Group Calls¶
Group functions (ncclGroupStart/ncclGroupEnd) can be used to merge multiple calls into one. This is needed for
three purposes: managing multiple GPUs from one thread (to avoid deadlocks), aggregating communication operations
to improve performance, or merging multiple send/receive point-to-point operations (see Point-to-point communication
section). All three usages can be combined together, with one exception : calls to ncclCommInitRank()
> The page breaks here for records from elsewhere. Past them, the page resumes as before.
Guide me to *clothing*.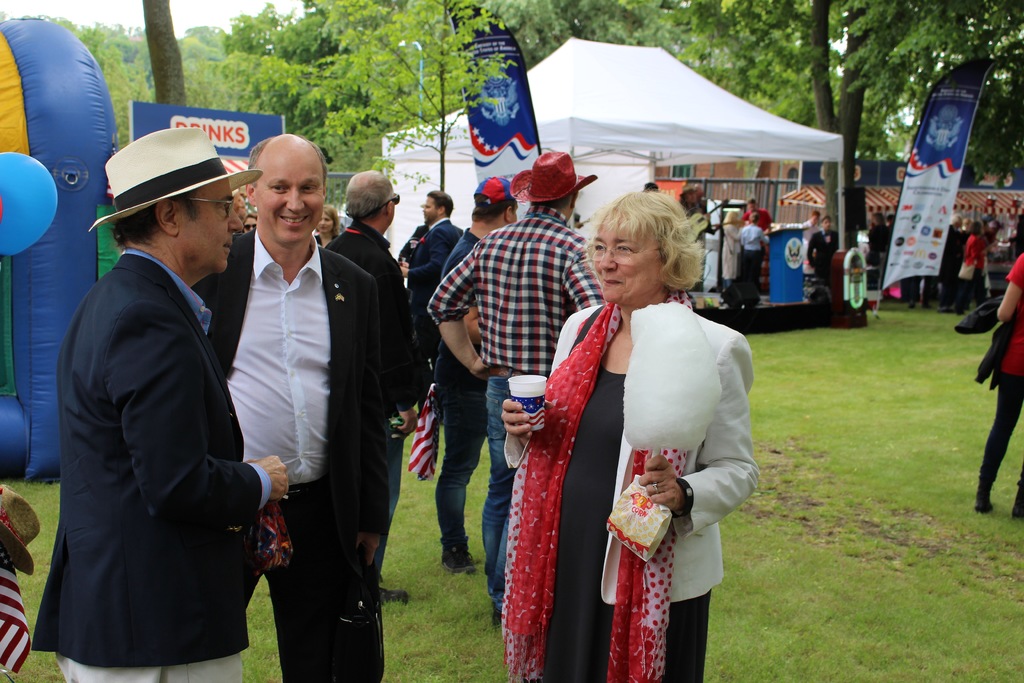
Guidance: rect(804, 229, 843, 284).
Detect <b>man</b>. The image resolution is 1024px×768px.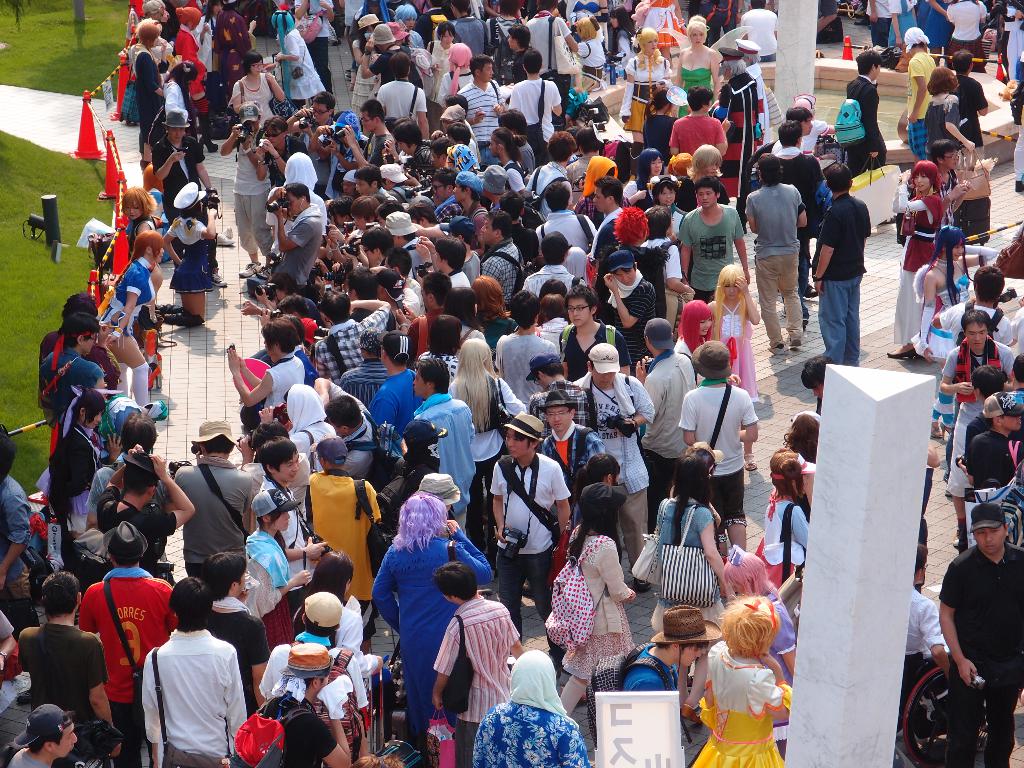
pyautogui.locateOnScreen(452, 172, 493, 234).
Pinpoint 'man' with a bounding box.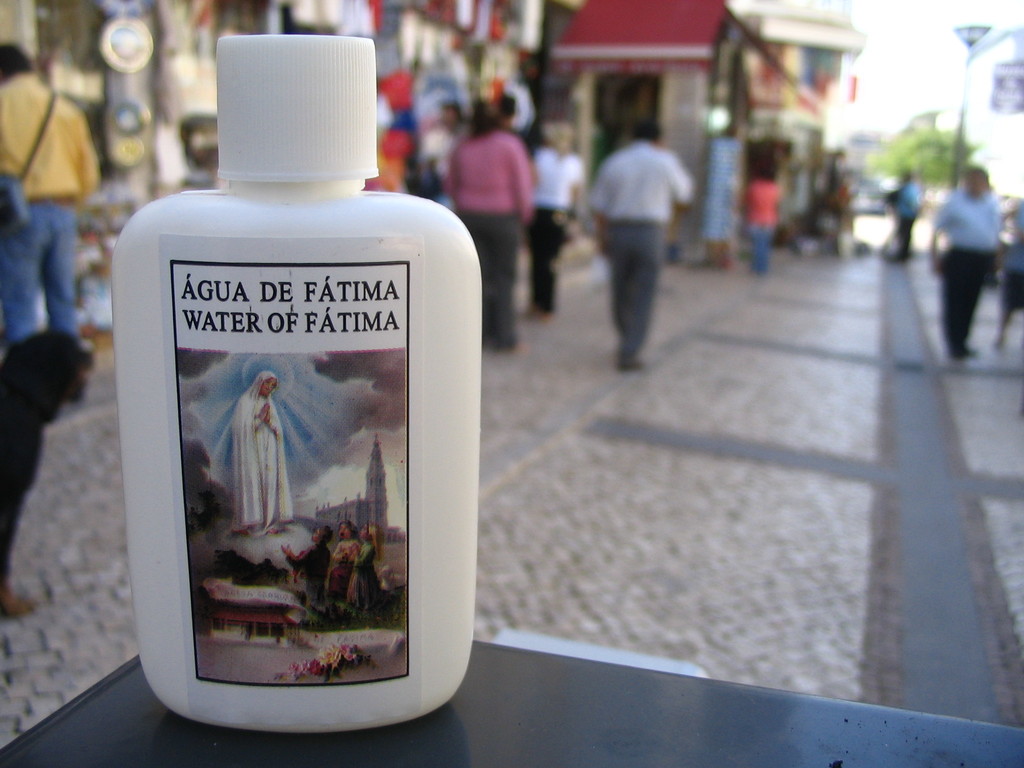
x1=586 y1=112 x2=705 y2=378.
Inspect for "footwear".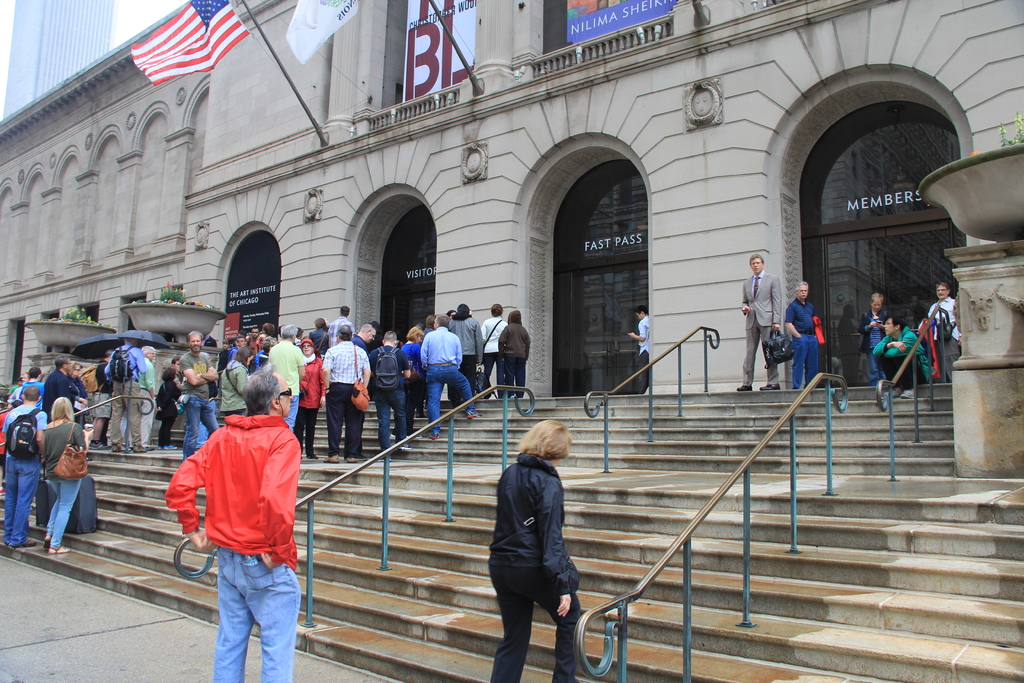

cannot be merged with others.
Management Of Multiple GPUs From One Thread¶
When a single thread is managing multiple devices, group semantics must be used. This is because every NCCL call may have to block, waiting for other threads/ranks to arrive, before effectively posting the NCCL operation on the given stream. Hence, a simple loop on multiple devices like shown below could block on the first call waiting for the other ones:
for (int i=0; i<nLocalDevs; i++) {
ncclAllReduce(..., comm[i], stream[i]);
}
To define that these calls are part of the same collective operation, ncclGroupStart and ncclGroupEnd should be used:
ncclGroupStart();
for (int i=0; i<nLocalDevs; i++) {
ncclAllReduce(..., comm[i], stream[i]);
}
ncclGroupEnd();
This will tell NCCL to treat all calls between ncclGroupStart and ncclGroupEnd as a single call to many devices.
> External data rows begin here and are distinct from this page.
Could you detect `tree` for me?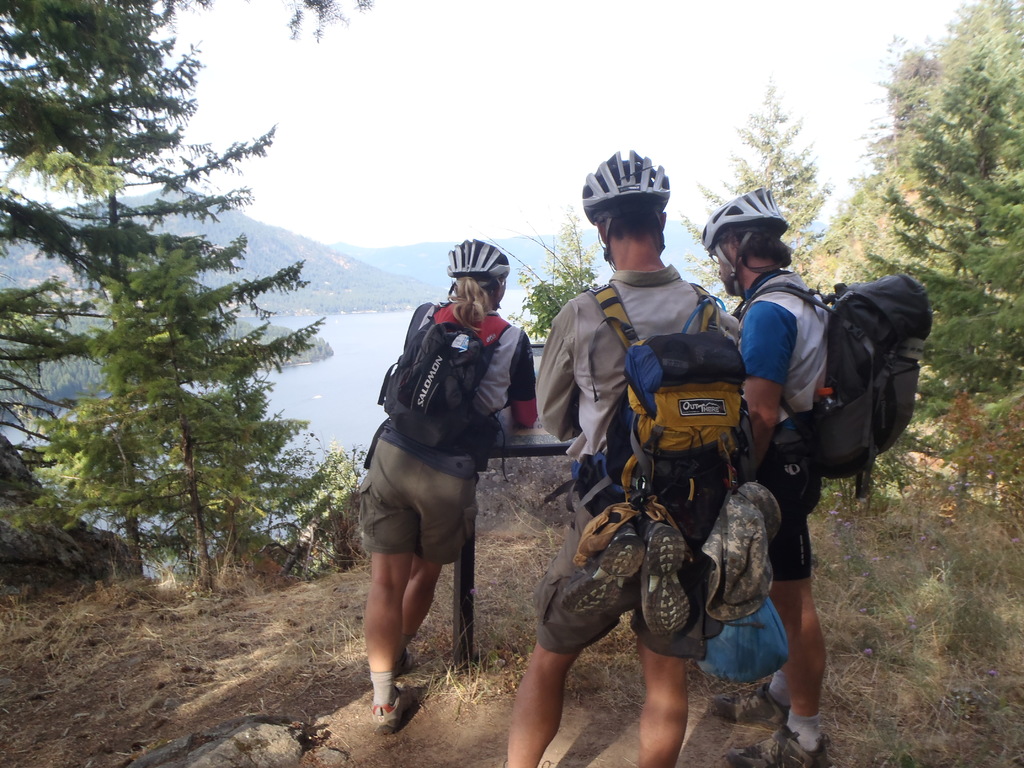
Detection result: detection(652, 83, 849, 281).
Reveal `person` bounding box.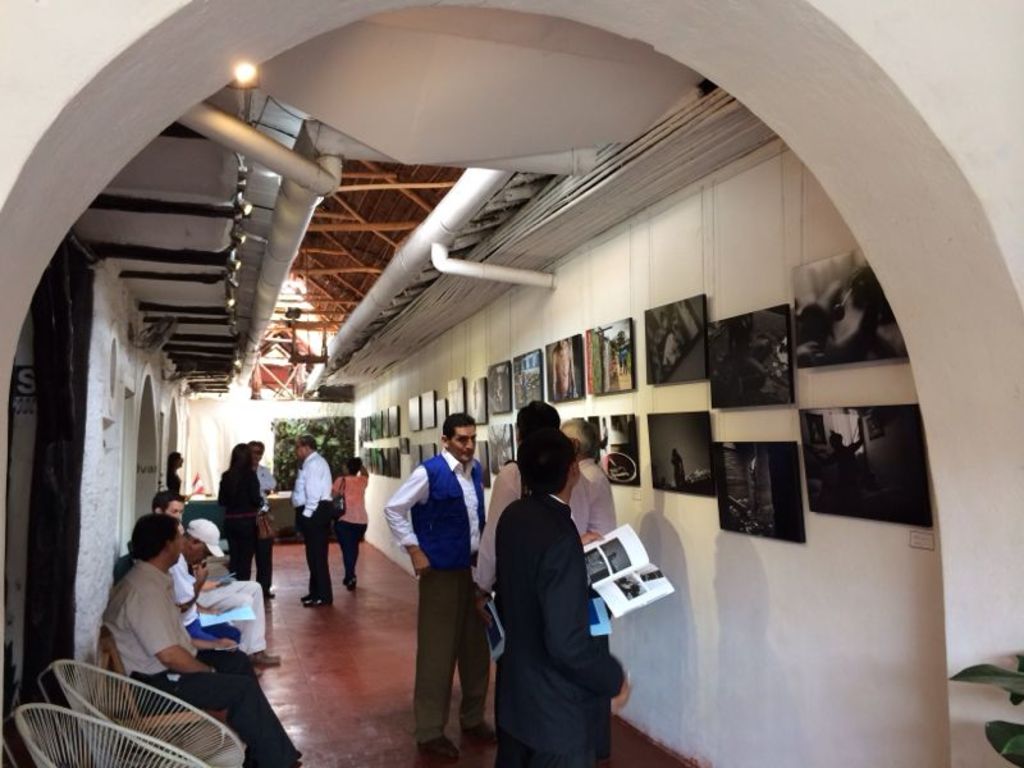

Caution: When called inside a group, stream operations (like ncclAllReduce) can return without having enqueued the operation on the stream. Stream operations like cudaStreamSynchronize can therefore be called only after ncclGroupEnd returns.
Group calls must also be used to create a communicator when one thread manages more than one device:
ncclGroupStart();
for (int i=0; i<nLocalDevs; i++) {
cudaSetDevice(device[i]);
ncclCommInitRank(comms+i, nranks, commId, rank[i]);
}
ncclGroupEnd();
Note: Contrary to NCCL 1.x, there is no need to set the CUDA device before every NCCL communication call within a group, but it is still needed when calling ncclCommInitRank within a group.
Related links:
Aggregated Operations (2.2 and later)¶
The group semantics can also be used to have multiple collective operations performed within a single NCCL launch. This is useful for reducing the launch overhead, in other words, latency, as it only occurs once for multiple operations. Init functions cannot be aggregated with other init functions, nor with communication functions.
Aggregation of collective operations can be done simply by having multiple calls to NCCL within a ncclGroupStart / ncclGroupEnd section.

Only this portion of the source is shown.